Finland has inaugurated an industrial-scale sand battery this week in the southern town of Pornainen, where it'll take over heating duties from an old woodchip power plant for the municipality. It's set to reduce carbon emissions from the local heating network by as much as 70%, and is the largest…
You can’t really compare those efficiencies with each other, between different technologies.
With fuel, you’re talking about how much energy per kg.
With wind, you’re talking about how much energy per m/s wind.
With solar, you’re talking about how much energy over the whole solar spectrum that gets through the atmosphere. However, a single junction p-n diode made of silicon is only meant to work at a specific wavelength, and will only get energy from around this wavelength, and as such could only ever get a maximum theoretical efficiency of ~36% of the total solar spectrum of light wavelengths. In the lab I think some have achieved ~33%.
You can get higher efficiency solar cells, but you have to use novel materials and have multiple layers of different p-n junctions. Short wavelengths first, these materials are transparent to longer wavelengths, which are absorbed by lower layers. With a theoretical infinitely layered solar cell you could achieve ~88% of the solar spectrum energy. In reality it’s really hard to make a semiconductor diodes that fit certain wavelengths, leaving gaps in the spectrum even with multiple diode layers.
~30% for solar cells sounds ridiculously low compared to like, maybe, 70% for fuels. But it’s a completely different measurement. Grid scale battery systems are mayb 98-99% - but that’s just electrical energy in and electrical energy out over a short time.
There is no common denominator, but the solar energy is free.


Exercise requirements => Your answer should be one number, the count of lines in the records that carry the string "Beds".

Entries taken from a collection:
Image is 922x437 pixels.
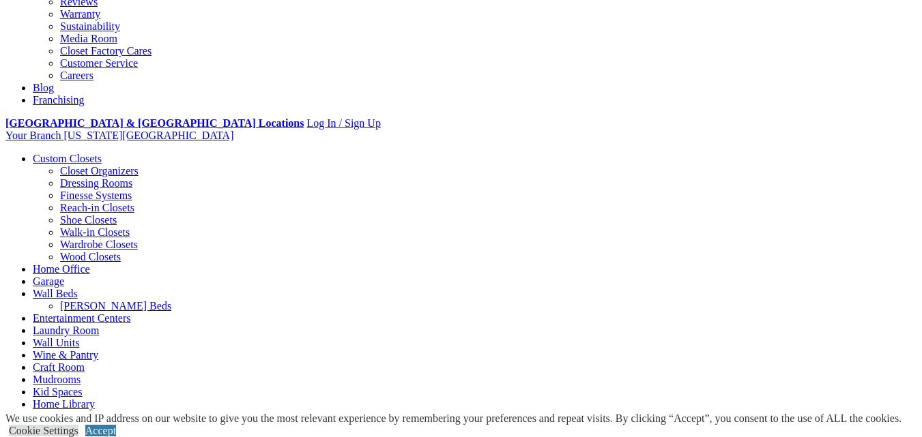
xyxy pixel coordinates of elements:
[60,226,130,238] a: Walk-in Closets
[33,349,98,361] a: Wine & Pantry
[33,398,95,410] a: Home Library
[85,425,116,437] a: Accept
[60,70,93,81] a: Careers
[60,33,117,44] a: Media Room
[33,263,90,275] a: Home Office
[60,57,138,69] a: Customer Service
[60,45,151,57] a: Closet Factory Cares
[33,288,78,299] a: Wall Beds
[33,153,102,164] a: Custom Closets
[60,190,132,201] a: Finesse Systems
[33,82,54,93] a: Blog
[33,386,82,398] a: Kid Spaces
[33,374,80,385] a: Mudrooms
[63,130,233,141] span: [US_STATE][GEOGRAPHIC_DATA]
[5,413,901,425] div: We use cookies and IP address on our website to give you the most relevant experience by remember...
[60,214,117,226] a: Shoe Closets
[306,117,380,129] a: Log In / Sign Up
[60,202,134,214] a: Reach-in Closets
[5,117,304,129] a: [GEOGRAPHIC_DATA] & [GEOGRAPHIC_DATA] Locations
[33,276,64,287] a: Garage
[5,130,61,141] span: Your Branch
[60,177,132,189] a: Dressing Rooms
[33,362,85,373] a: Craft Room
[33,411,57,422] a: More menu text will display only on big screen
[33,94,85,106] a: Franchising
[60,165,138,177] a: Closet Organizers
[33,337,79,349] a: Wall Units
[33,325,99,336] a: Laundry Room
[9,425,78,437] a: Cookie Settings
[5,130,233,141] a: Your Branch [US_STATE][GEOGRAPHIC_DATA]
[60,20,120,32] a: Sustainability
[60,239,138,250] a: Wardrobe Closets
[60,300,171,312] a: [PERSON_NAME] Beds
[33,312,131,324] a: Entertainment Centers
[60,251,121,263] a: Wood Closets
[60,8,100,20] a: Warranty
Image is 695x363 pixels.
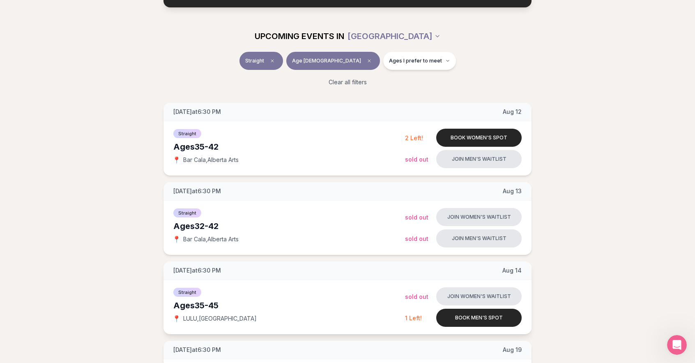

Written response => 2